I once went to a comedy club where a would-be Bob Saget made jokes about strip clubs. After two minutes of gags about fat bitches, a pissed-off heckler yelled "Get a life!"
Cue what Sony Pictures Animation co-chair Amy Pascal said after seeing an early version of Surf's Up: "More poop jokes."
The rest was history. Whether it was a character urinating on another, or a third character called "a dirty trash can full of poop," Surf's Up was loaded with poop. And the box office went straight down the toilet too.
DreamWorks executives thought an extended crotch-hit sequence in Flushed Away would improve the movie. Aardman Animation, DreamWorks' collaborators, weren't happy about it, and neither were audiences. Flushed Away tanked in theatres.
And herein lies the lesson for studio executives: poop jokes are good for one or two laughs but too much gets dull. Yes they're a guilty pleasure, like sneaking Daddy's smokes. It's fun once or twice but they give a nasty case of dry-mouth. And too many poop jokes do the same.

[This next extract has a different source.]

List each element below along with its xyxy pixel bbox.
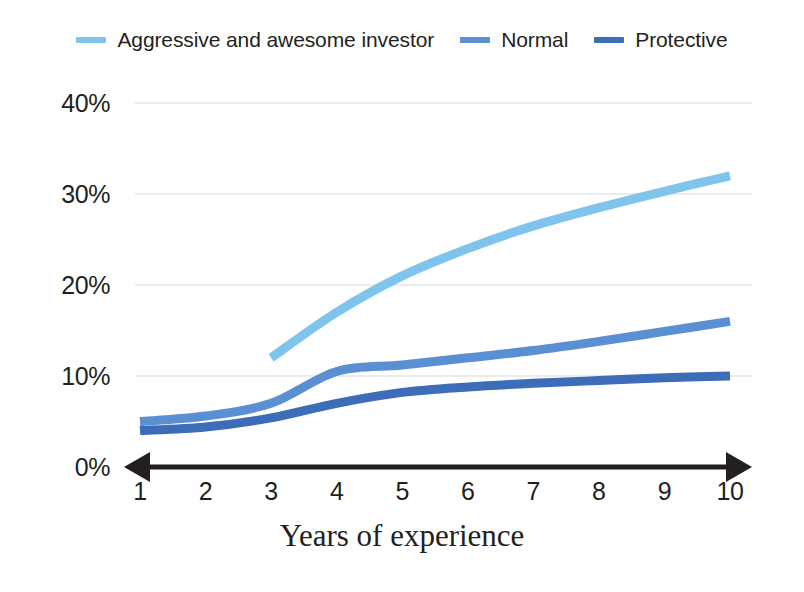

Not all raunch is bad. Bart's naked skateboarding scene in The Simpsons Movie was an extended gag that worked. However, it was a sequence that played with audience expectations, and got great laughs by doing so.
The key here, kids n' filmmakers, is imagination. Kids deserve so much better than gags that pretend they're funny just because they're raunchy.
Look at Pixar's movies. How many poop jokes or crotch humour do you see? How much imagination do those movies have? Is it a coincidence that all of Pixar's movies have been hits, and they are currently one of the most respected animation studios out there?
In conclusion: poop jokes = lack of imagination. And ultimately, a lack of box office returns.